The car hit a pothole. Nick cried aloud at the pain in his kidneys. Stanciu shouted angrily at the driver. He slowed down.

‘We want you to talk to your government,’ Stanciu said. ‘Negotiate a truce.’

‘When you do, you have to remember that it was us who saved you,’ the other man said in heavily accented English.

‘Tell your people we want the Germans out of our country. We don’t want the Russians marching in here.’

So, it was not a trick. He was not going back to the prison, there would be no more beatings.

‘Are you very badly hurt?’ Stanciu said.

‘I’ll be all right,’ he said but every jolt of the car felt as if someone had touched an electric wire to his kidneys.

‘Where’s Daniela?’ Nick said.

‘Who?’

‘There was a woman kidnapped with me. Her name is Daniela Simonici. They think she’s an English agent. We have to go back for her.’

‘There are no other prisoners,’ Stanciu said.

‘They’re holding her in the barracks.’

‘No, you are the only one.’

So, she was dead. They had murdered her and tossed her from the boat into the Black Sea. Time to stop pretending there could be a happy ending to all this.

All the way to the border, Stanciu talked to him about how a deal might be brokered between his faction and the Allies, how an envoy might be sent to Istanbul and how negotiations might be opened. Nick saw Stanciu’s lips moving and he heard the words, but grief and pain numbed him and later he could barely remember a word that was said.

They were waved through a German checkpoint, past a column of German infantry travelling on open trucks, boys most of them. They must feel like I do, he thought; they cannot believe the future had turned out the way it had, when once it had looked so assured.

 

 

 

CHAPTER 76

 

The sheets were soaked with sweat, had stuck to his body. He tried to kick them off. He heard a woman’s voice and his eyes blinked open.
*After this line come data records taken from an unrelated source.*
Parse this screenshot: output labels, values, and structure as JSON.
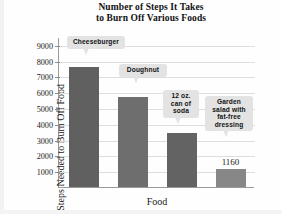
{
  "chart_data": {
    "type": "bar",
    "title": "Number of Steps It Takes to Burn Off Various Foods",
    "title_line1": "Number of Steps It Takes",
    "title_line2": "to Burn Off Various Foods",
    "xlabel": "Food",
    "ylabel": "Steps Needed to Burn Off Food",
    "ylim": [
      0,
      9500
    ],
    "ytick_labels": [
      "9000",
      "8000",
      "7000",
      "6000",
      "5000",
      "4000",
      "3000",
      "2000",
      "1000"
    ],
    "ytick_values": [
      9000,
      8000,
      7000,
      6000,
      5000,
      4000,
      3000,
      2000,
      1000
    ],
    "grid": true,
    "legend": "none",
    "categories": [
      "Cheeseburger",
      "Doughnut",
      "12 oz. can of soda",
      "Garden salad with fat-free dressing"
    ],
    "values": [
      7600,
      5700,
      3450,
      1160
    ],
    "bars": [
      {
        "label": "Cheeseburger",
        "label_lines": [
          "Cheeseburger"
        ],
        "value": 7600,
        "value_label": "",
        "color": "#606060"
      },
      {
        "label": "Doughnut",
        "label_lines": [
          "Doughnut"
        ],
        "value": 5700,
        "value_label": "",
        "color": "#6e6e6e"
      },
      {
        "label": "12 oz. can of soda",
        "label_lines": [
          "12 oz.",
          "can of",
          "soda"
        ],
        "value": 3450,
        "value_label": "",
        "color": "#636363"
      },
      {
        "label": "Garden salad with fat-free dressing",
        "label_lines": [
          "Garden",
          "salad with",
          "fat-free",
          "dressing"
        ],
        "value": 1160,
        "value_label": "1160",
        "color": "#878787"
      }
    ]
  },
  "colors": {
    "callout_bg": "#e3e3e3",
    "axis": "#9a9a9a",
    "grid": "#dedede",
    "text": "#1a1a1a"
  }
}
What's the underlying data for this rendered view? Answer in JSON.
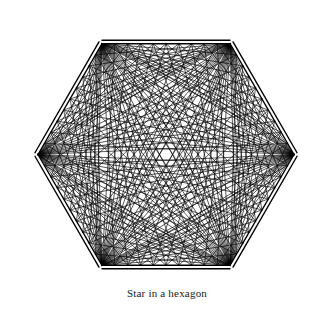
{
  "figure": {
    "caption": "Star in a hexagon",
    "title": "Star in a hexagon",
    "background_color": "#ffffff",
    "stroke_color": "#000000",
    "outline_stroke_width": 1.4,
    "web_stroke_width": 0.65
  },
  "chart_data": {
    "type": "diagram",
    "title": "Star in a hexagon",
    "shape": "hexagon",
    "sides": 6,
    "divisions_per_edge": 10,
    "center": {
      "x": 166,
      "y": 154.5
    },
    "radius": 128,
    "orientation_degrees": 30,
    "outline_offset": 3.5,
    "vertices": [
      {
        "index": 0,
        "label": "top-right",
        "x": 230.0,
        "y": 43.7
      },
      {
        "index": 1,
        "label": "right",
        "x": 294.0,
        "y": 154.5
      },
      {
        "index": 2,
        "label": "bottom-right",
        "x": 230.0,
        "y": 265.3
      },
      {
        "index": 3,
        "label": "bottom-left",
        "x": 102.0,
        "y": 265.3
      },
      {
        "index": 4,
        "label": "left",
        "x": 38.0,
        "y": 154.5
      },
      {
        "index": 5,
        "label": "top-left",
        "x": 102.0,
        "y": 43.7
      }
    ],
    "edges": [
      {
        "from": 0,
        "to": 1,
        "label": "upper-right"
      },
      {
        "from": 1,
        "to": 2,
        "label": "lower-right"
      },
      {
        "from": 2,
        "to": 3,
        "label": "bottom"
      },
      {
        "from": 3,
        "to": 4,
        "label": "lower-left"
      },
      {
        "from": 4,
        "to": 5,
        "label": "upper-left"
      },
      {
        "from": 5,
        "to": 0,
        "label": "top"
      }
    ],
    "chord_rule": "Each vertex is joined to every division point on the two edges that are not adjacent to it (the opposite edge and the two edges one step away), producing the star pattern.",
    "grid": false,
    "legend": false
  }
}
A nurse took his pulse, her fingers pressed to the carotid artery in his neck, counting out the beats on the watch pinned on her uniform. It was the only place she could take his pulse as both his wrists were heavily bandaged.

He tried to remember where he was. It was like peering through fog. He remembered Stanciu walking him to a border post, and two Turkish police half carrying him to an army jeep.

‘Where am I?’ he said. His throat was dry as bone, and his voice came out as a hoarse whisper.

‘You’re in the American hospital,’ the nurse said in a heavy French accent.

‘I’m in Istanbul?’ A part of him still suspected some kind of trick.

‘Of course.’

Other fragments returned: he remembered a tortuous drive from the Turkish border across badly made roads, and stopping frequently to pass blood. Perhaps he fainted, for he had no recollection of arriving in Istanbul.

‘Can I have . . . some water?’

She poured a little water from a jug beside the bed into a glass. She supported his head and held the glass to his lips. He had never been an enthusiast for water, but right then it tasted better then than a cocktail at the American Bar.

‘What time is it?’

‘Five o’clock.’

‘In the afternoon?’

She nodded.

‘How long . . . have I been here?’

‘You were brought here last night. You were in great pain. The doctor gave you something to help you sleep.’

His body felt curiously light. They had given him morphine, he supposed. His unshaven cheeks prickled against the sheets. More memories came back: an empty border crossing, rolls of barbed wire and guards with machine guns slung over their shoulders. It could have been years ago.

The door opened and a white-jacketed doctor walked in, Abrams with him.